Camille Weisgant: Kyoto Arts Center

Because I am both a Japanese Studies and Theatre double major, it was important to me to be able to be involved in the arts community in some way while abroad to supplement my studies at KCJS. The CIP program was the perfect time to get in touch with my creative side during my time in Kyoto; for both these reasons I began volunteering at the Kyoto Arts Center, whose mission is to connect not only theatre artists, but dancers and visual artists as well, with the city, the general public, and other people involved in the arts. Furthermore, the center works hard to foster young and up and coming Japanese artists, who otherwise would not have the means to practice their art, by letting them use resources such as studio space for free, giving them platforms for readings and showing of their work, and being host to an artist in residence program. This objective in particularly is close to me, as I myself am a young artist, and realize how difficult it is to commit yourself to art when you are not being supported. The Kyoto Arts Center offers young artists the kind of support I wish I could bring back with me to New York City, if I do indeed decide to take on the big, bad performing arts world there after I graduate.

Volunteering at the Kyoto Arts Center has allowed me to be exposed to an artistic community unlike any other community I have experienced during my time in Japan. The Arts Center actually attracts over 200 volunteers, young and old, Japanese and foreign, meaning that every time I work I am interacting with a different strata of Kyoto residents. Not only that, but because I have volunteered serving various events at the center, I have also had the opportunity to meet patrons and artists. Volunteering at events as an usher, I have learned vital language with regards to communicate with the public, such as how to properly welcome visitors, how to give directions, and how to enforce rules in the building. Additionally, I have offered my English skills in order to edit some translated articles and interviews for the center’s newsletter. Via all of these interactions and events, I have been introduced to local performance and visual artists that I would not have known about otherwise.

Overall, volunteering for the Kyoto Arts Center was a great way to get involved in the Japanese artistic community. I was able to interact with a vast Japanese community, and participate in interesting events at the center. However, because the center has so many steady volunteers already, I did not get specific projects to work on or regular, weekly volunteer work. Every time I worked I met many new volunteers, but never established lasting relationships. Nonetheless, I hope that my volunteer work there contributed in small part to their mission of supporting the diversity of the Kyoto artistic community, and fostering it’s young members.

2 thoughts on “Camille Weisgant: Kyoto Arts Center

  1. Sounds like an awesome experience, especially since it really fused together your two areas of study. Did you have the opportunity to watch any of the shows/or the art pieces at the center? What were your impressions of the Kyoto art community??

    • Yes, it really was a great way to fuse the two. The main performances that I was able to attend were the dance performances during the “Dance 4 All” weekend that I volunteered at (I wrote about those in my previous blog post). Otherwise, I actually attended a reading and talk by a young Japanese playwright, but, unfortunately, because it was all in Japanese, it kind of went over my head. As for visual arts, I watched the gallery once afternoon when they were showing video work by one of their artists in residence. It was an exhibit called “The Art of Flirting,” a way for the artist to come to terms with her own sense of Japan, as she was from Toronto. Beyond that, it also just explored the process that goes into building relationships and some sense of distance that exists between people, that she found to be dinstinctly Japanese.

      As for the Kyoto artistic community as a whole, I would have to say I was shocked at the radical variety of it’s members. It honestly seems kind of like a hippy commune over there compared to the rest of Kyoto; very open-minded, foreigners and Japanese alike, young and old, all wanting to support each other in the most open, vulnerable expression, at the same time having fun. That being said, people who visit the center are mainly regulars, or have lots of connections with the place, so it was a hard world to break in to just being here for a few months.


**What to do:**
Go through the listing beneath this task and return every line that carries the string "puzzle".

***** Information provided

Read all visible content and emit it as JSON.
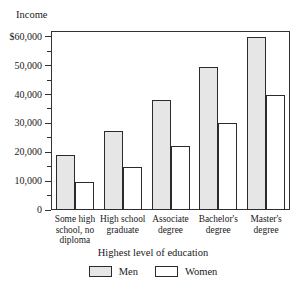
{
  "chart_data": {
    "type": "bar",
    "title": "",
    "ylabel": "Income",
    "xlabel": "Highest level of education",
    "categories": [
      "Some high school, no diploma",
      "High school graduate",
      "Associate degree",
      "Bachelor's degree",
      "Master's degree"
    ],
    "series": [
      {
        "name": "Men",
        "values": [
          19000,
          27300,
          38000,
          49500,
          60000
        ]
      },
      {
        "name": "Women",
        "values": [
          9700,
          15000,
          22000,
          30000,
          40000
        ]
      }
    ],
    "ylim": [
      0,
      62000
    ],
    "ytick_values": [
      0,
      10000,
      20000,
      30000,
      40000,
      50000,
      60000
    ],
    "ytick_labels": [
      "0",
      "10,000",
      "20,000",
      "30,000",
      "40,000",
      "50,000",
      "$60,000"
    ],
    "yminor_values": [
      5000,
      15000,
      25000,
      35000,
      45000,
      55000
    ],
    "grid": false,
    "legend_position": "bottom",
    "legend_entries": [
      "Men",
      "Women"
    ],
    "colors": {
      "men_fill": "#e6e6e6",
      "women_fill": "#ffffff",
      "bar_stroke": "#2b2b2b",
      "frame": "#333333",
      "text": "#1a1a1a"
    }
  },
  "category_lines": [
    [
      "Some high",
      "school, no",
      "diploma"
    ],
    [
      "High school",
      "graduate"
    ],
    [
      "Associate",
      "degree"
    ],
    [
      "Bachelor's",
      "degree"
    ],
    [
      "Master's",
      "degree"
    ]
  ]
}
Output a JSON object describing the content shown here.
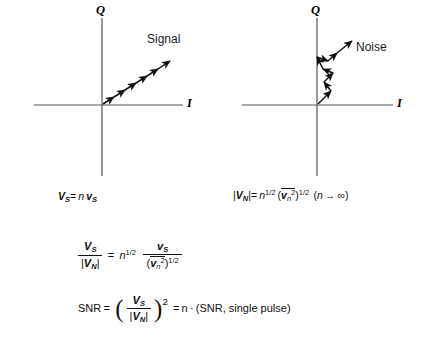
{
  "figure": {
    "type": "iq-phasor-diagram-pair",
    "panels": [
      {
        "id": "signal",
        "axis_x_label": "I",
        "axis_y_label": "Q",
        "curve_label": "Signal",
        "caption_parts": {
          "lhs_V": "V",
          "lhs_sub": "S",
          "equals": "=",
          "n": "n",
          "rhs_v": "v",
          "rhs_sub": "S"
        },
        "caption_plain": "VS = n vS",
        "description": "chain of six collinear arrows along a 33 degree ray from the origin, coherent addition"
      },
      {
        "id": "noise",
        "axis_x_label": "I",
        "axis_y_label": "Q",
        "curve_label": "Noise",
        "caption_plain": "|VN| = n^1/2 (vn^2 bar)^1/2 (n -> infinity)",
        "caption_parts": {
          "abs_open": "|",
          "V": "V",
          "V_sub": "N",
          "abs_close": "|",
          "equals": "=",
          "n": "n",
          "n_exp": "1/2",
          "paren_open": "(",
          "v": "v",
          "v_sub": "n",
          "v_sup": "2",
          "paren_close": ")",
          "outer_exp": "1/2",
          "limit_open": "(",
          "limit_n": "n",
          "limit_arrow": "→",
          "limit_inf": "∞",
          "limit_close": ")"
        },
        "description": "random-walk zigzag of eight segments rising from the origin, incoherent addition"
      }
    ],
    "equations": [
      {
        "id": "ratio",
        "plain": "VS / |VN| = n^1/2 * vS / (vn^2 bar)^1/2",
        "parts": {
          "num_V": "V",
          "num_sub": "S",
          "den_abs_open": "|",
          "den_V": "V",
          "den_sub": "N",
          "den_abs_close": "|",
          "equals": "=",
          "n": "n",
          "n_exp": "1/2",
          "rhs_num_v": "v",
          "rhs_num_sub": "S",
          "rhs_den_open": "(",
          "rhs_den_v": "v",
          "rhs_den_sub": "n",
          "rhs_den_sup": "2",
          "rhs_den_close": ")",
          "rhs_den_exp": "1/2"
        }
      },
      {
        "id": "snr",
        "plain": "SNR = ( VS / |VN| )^2 = n . (SNR, single pulse)",
        "parts": {
          "snr": "SNR",
          "eq1": "=",
          "paren_open": "(",
          "num_V": "V",
          "num_sub": "S",
          "den_abs_open": "|",
          "den_V": "V",
          "den_sub": "N",
          "den_abs_close": "|",
          "paren_close": ")",
          "power": "2",
          "eq2": "=",
          "n": "n",
          "dot": "·",
          "tail": "(SNR, single pulse)"
        }
      }
    ],
    "colors": {
      "axis": "#555555",
      "vector": "#111111",
      "text": "#111111",
      "background": "#ffffff"
    }
  }
}
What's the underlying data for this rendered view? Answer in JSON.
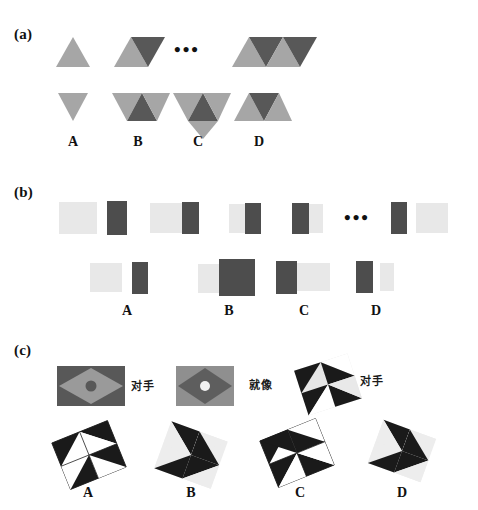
{
  "figure": {
    "width": 478,
    "height": 510,
    "background": "#ffffff"
  },
  "colors": {
    "light_gray": "#a6a6a6",
    "mid_gray": "#8c8c8c",
    "dark_gray": "#585858",
    "rect_light": "#e8e8e8",
    "rect_dark": "#4d4d4d",
    "black": "#1a1a1a",
    "white": "#ffffff",
    "pale": "#e6e6e6",
    "text": "#111111"
  },
  "panels": [
    {
      "id": "a",
      "label": "(a)",
      "description": "triangle-strip sequence puzzle",
      "sequence": [
        {
          "name": "term-1",
          "triangles": [
            {
              "dir": "up",
              "tone": "light"
            }
          ]
        },
        {
          "name": "term-2",
          "triangles": [
            {
              "dir": "up",
              "tone": "light"
            },
            {
              "dir": "down",
              "tone": "dark"
            }
          ]
        },
        {
          "name": "ellipsis",
          "text": "•••"
        },
        {
          "name": "term-n",
          "triangles": [
            {
              "dir": "up",
              "tone": "light"
            },
            {
              "dir": "down",
              "tone": "dark"
            },
            {
              "dir": "up",
              "tone": "light"
            },
            {
              "dir": "down",
              "tone": "dark"
            }
          ]
        }
      ],
      "options": [
        {
          "label": "A",
          "triangles": [
            {
              "dir": "down",
              "tone": "light"
            }
          ]
        },
        {
          "label": "B",
          "triangles": [
            {
              "dir": "down",
              "tone": "light"
            },
            {
              "dir": "up",
              "tone": "dark"
            },
            {
              "dir": "down",
              "tone": "light"
            }
          ]
        },
        {
          "label": "C",
          "triangles": [
            {
              "dir": "down",
              "tone": "light"
            },
            {
              "dir": "up",
              "tone": "dark"
            },
            {
              "dir": "down",
              "tone": "light"
            },
            {
              "dir": "down-big",
              "tone": "light"
            }
          ]
        },
        {
          "label": "D",
          "triangles": [
            {
              "dir": "up",
              "tone": "light"
            },
            {
              "dir": "down",
              "tone": "dark"
            },
            {
              "dir": "up",
              "tone": "light"
            }
          ]
        }
      ]
    },
    {
      "id": "b",
      "label": "(b)",
      "description": "light/dark rectangle pair sequence puzzle",
      "sequence": [
        {
          "name": "term-1",
          "blocks": [
            {
              "tone": "light",
              "w": 38,
              "h": 34
            },
            {
              "tone": "dark",
              "w": 20,
              "h": 34
            }
          ]
        },
        {
          "name": "term-2",
          "blocks": [
            {
              "tone": "light",
              "w": 32,
              "h": 31
            },
            {
              "tone": "dark",
              "w": 17,
              "h": 31
            }
          ]
        },
        {
          "name": "term-3",
          "blocks": [
            {
              "tone": "light",
              "w": 16,
              "h": 30
            },
            {
              "tone": "dark",
              "w": 16,
              "h": 30
            }
          ]
        },
        {
          "name": "term-4",
          "blocks": [
            {
              "tone": "dark",
              "w": 17,
              "h": 30
            },
            {
              "tone": "light",
              "w": 14,
              "h": 30
            }
          ]
        },
        {
          "name": "ellipsis",
          "text": "•••"
        },
        {
          "name": "term-n",
          "blocks": [
            {
              "tone": "dark",
              "w": 16,
              "h": 31
            },
            {
              "tone": "light",
              "w": 32,
              "h": 31
            }
          ]
        }
      ],
      "options": [
        {
          "label": "A",
          "blocks": [
            {
              "tone": "light",
              "w": 32,
              "h": 30
            },
            {
              "tone": "dark",
              "w": 16,
              "h": 30
            }
          ],
          "gap": 9
        },
        {
          "label": "B",
          "blocks": [
            {
              "tone": "light",
              "w": 20,
              "h": 30
            },
            {
              "tone": "dark",
              "w": 33,
              "h": 36
            }
          ],
          "gap": 0
        },
        {
          "label": "C",
          "blocks": [
            {
              "tone": "dark",
              "w": 20,
              "h": 32
            },
            {
              "tone": "light",
              "w": 32,
              "h": 28
            }
          ],
          "gap": 0
        },
        {
          "label": "D",
          "blocks": [
            {
              "tone": "dark",
              "w": 17,
              "h": 31
            },
            {
              "tone": "light",
              "w": 14,
              "h": 28
            }
          ],
          "gap": 6
        }
      ]
    },
    {
      "id": "c",
      "label": "(c)",
      "description": "rhombus and pinwheel transformation puzzle",
      "prompt": [
        {
          "name": "shape-1",
          "kind": "rhombus-in-rect",
          "fill_outer": "#585858",
          "fill_inner": "#8c8c8c",
          "dot": "#585858"
        },
        {
          "name": "relation-1",
          "text": "对手"
        },
        {
          "name": "shape-2",
          "kind": "rhombus-in-rect",
          "fill_outer": "#8c8c8c",
          "fill_inner": "#585858",
          "dot": "#ffffff"
        },
        {
          "name": "relation-2",
          "text": "就像"
        },
        {
          "name": "shape-3",
          "kind": "pinwheel",
          "tilt": 0
        },
        {
          "name": "relation-3",
          "text": "对手"
        }
      ],
      "options": [
        {
          "label": "A",
          "kind": "pinwheel",
          "rotate": -22
        },
        {
          "label": "B",
          "kind": "pinwheel",
          "rotate": 20
        },
        {
          "label": "C",
          "kind": "pinwheel",
          "rotate": -22
        },
        {
          "label": "D",
          "kind": "pinwheel",
          "rotate": 20
        }
      ]
    }
  ]
}
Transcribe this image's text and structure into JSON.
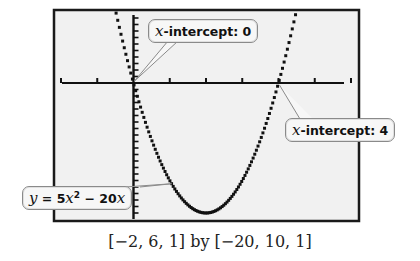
{
  "chart_data": {
    "type": "line",
    "title": "",
    "function": "y = 5x^2 - 20x",
    "series": [
      {
        "name": "y = 5x^2 - 20x",
        "x": [
          -0.6,
          -0.4,
          -0.2,
          0,
          0.5,
          1,
          1.5,
          2,
          2.5,
          3,
          3.5,
          4,
          4.4,
          4.6
        ],
        "y": [
          9.8,
          8.8,
          4.2,
          0,
          -7.75,
          -15,
          -18.75,
          -20,
          -18.75,
          -15,
          -8.75,
          0,
          9.2,
          13.8
        ]
      }
    ],
    "xlim": [
      -2,
      6
    ],
    "ylim": [
      -20,
      10
    ],
    "xscale": 1,
    "yscale": 1,
    "grid": false,
    "annotations": [
      {
        "text_italic": "x",
        "text": "-intercept: 0",
        "x": 0,
        "y": 0
      },
      {
        "text_italic": "x",
        "text": "-intercept: 4",
        "x": 4,
        "y": 0
      },
      {
        "text": "y = 5x² − 20x",
        "x": 0.6,
        "y": -9
      }
    ],
    "window_caption": "[−2, 6, 1] by [−20, 10, 1]"
  },
  "labels": {
    "intercept0_var": "x",
    "intercept0_text": "-intercept: 0",
    "intercept4_var": "x",
    "intercept4_text": "-intercept: 4",
    "eq_y": "y",
    "eq_mid": " = 5",
    "eq_x": "x",
    "eq_sup": "2",
    "eq_tail": " − 20",
    "eq_x2": "x",
    "caption": "[−2, 6, 1] by [−20, 10, 1]"
  }
}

**********

**Response to the task:**
      "description": "triangle-strip sequence puzzle",
      "description": "light/dark rectangle pair sequence puzzle",
      "description": "rhombus and pinwheel transformation puzzle",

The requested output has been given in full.